The merchants along Monterey Road in downtown Morgan Hill are emotional and irate and rightly so. The organizers of the city’s Mushroom Mardi Gras festival are going to kill their business during the first night of the busiest three-day summer weekend.
Businesses like Poppy’s Fish, Poultry & More and the Theater Shop, to name a few, are going to suffer as access will be cut off
at 4 pm Friday evening, the night before the two-day celebration because of a kick-off street dance at Monterey Road and West Third Street. The merchants feel the event is being used to give event planners extra time to set up their booths making it convenient for them but inconvenient for merchants.
Third East Street will be shut down and taken over with outhouses. Poppy’s will lose money. Customers will be unhappy. They will have zero access to the store short of parking on Depot Street and walking to the end of the block to enter the store. Not only will some merchants lose money, many will be forced to hire extra security personnel to keep the rowdy crowds under control, particularly to keep drinkers off their properties as many don’t have liquor licenses and are worried about liability issues.
It makes no sense for the organizers to do this. It’s an affront to the merchants who need the Friday evening business – the most profitable – it’s downright absurd to close the main artery so early, from Main to Dunne avenues.
The mindboggling dilemma in this whole controversy is that it could have been avoided. The organizers could have closed at 9pm, as prescribed in last year’s guidelines adopted by the city council. The policy clearly states that street closures the day before an event should not occur before 9pm, but because the dance is set to begin at 7pm, organizers have gotten away with closing three hours before the start time, a loophole in the policy.
Business owners have been organizing themselves but their voices have not been heard. Many have signed a petition stating they’re adamantly opposed to closing the six-block stretch before 9pm.
Last year, the festival shut down Monterey Road at 7pm, even though organizers wanted to close at 2pm. Merchants were expecting better treatment this year. They didn’t get it.
While we admire the goals of the nonprofit organization that puts together the festival – giving proceeds to scholarships and helping to support nonprofit groups – we don’t think it’s wise to work against the merchants who daily work their businesses to make a profit and who consider the Friday night crowds their bread and butter.
Some local businesses are also complaining about not being allowed to set up booths along the street. Even more disturbing is that event planners are bringing in competing enterprises into town because they’re considered a draw at the expense of smaller similar local businesses.
As the city’s policy states, quality-run events should help solidify downtown as the heart of the community and are generally supported by the fixed businesses and residents in the heart of Morgan Hill as long as they don’t impose unnecessary hardships.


> [Task goal] Would you restate all the data that follows, word for word?
Material shown Block Start
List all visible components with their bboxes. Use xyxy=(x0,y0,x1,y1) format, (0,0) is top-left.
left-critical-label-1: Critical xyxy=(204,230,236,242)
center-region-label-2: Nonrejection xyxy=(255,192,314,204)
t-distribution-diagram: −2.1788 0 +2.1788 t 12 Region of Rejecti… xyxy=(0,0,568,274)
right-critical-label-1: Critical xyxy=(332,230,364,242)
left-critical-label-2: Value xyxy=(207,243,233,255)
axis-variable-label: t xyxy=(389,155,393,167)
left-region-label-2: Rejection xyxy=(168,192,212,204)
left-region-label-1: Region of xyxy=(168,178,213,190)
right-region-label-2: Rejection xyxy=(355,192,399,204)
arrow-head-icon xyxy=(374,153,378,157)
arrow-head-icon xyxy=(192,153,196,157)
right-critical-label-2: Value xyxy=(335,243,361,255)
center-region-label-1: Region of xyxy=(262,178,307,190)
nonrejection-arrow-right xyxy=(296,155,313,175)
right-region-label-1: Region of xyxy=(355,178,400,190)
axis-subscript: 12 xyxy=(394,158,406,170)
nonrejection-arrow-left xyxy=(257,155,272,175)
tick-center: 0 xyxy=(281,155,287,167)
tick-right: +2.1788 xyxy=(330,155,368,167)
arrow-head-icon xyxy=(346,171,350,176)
Material shown Block End
> [Answer]
List all visible components with their bboxes. Use xyxy=(x0,y0,x1,y1) format, (0,0) is top-left.
left-critical-label-1: Critical xyxy=(204,230,236,242)
center-region-label-2: Nonrejection xyxy=(255,192,314,204)
t-distribution-diagram: −2.1788 0 +2.1788 t 12 Region of Rejecti… xyxy=(0,0,568,274)
right-critical-label-1: Critical xyxy=(332,230,364,242)
left-critical-label-2: Value xyxy=(207,243,233,255)
axis-variable-label: t xyxy=(389,155,393,167)
left-region-label-2: Rejection xyxy=(168,192,212,204)
left-region-label-1: Region of xyxy=(168,178,213,190)
right-region-label-2: Rejection xyxy=(355,192,399,204)
arrow-head-icon xyxy=(374,153,378,157)
arrow-head-icon xyxy=(192,153,196,157)
right-critical-label-2: Value xyxy=(335,243,361,255)
center-region-label-1: Region of xyxy=(262,178,307,190)
nonrejection-arrow-right xyxy=(296,155,313,175)
right-region-label-1: Region of xyxy=(355,178,400,190)
axis-subscript: 12 xyxy=(394,158,406,170)
nonrejection-arrow-left xyxy=(257,155,272,175)
tick-center: 0 xyxy=(281,155,287,167)
tick-right: +2.1788 xyxy=(330,155,368,167)
arrow-head-icon xyxy=(346,171,350,176)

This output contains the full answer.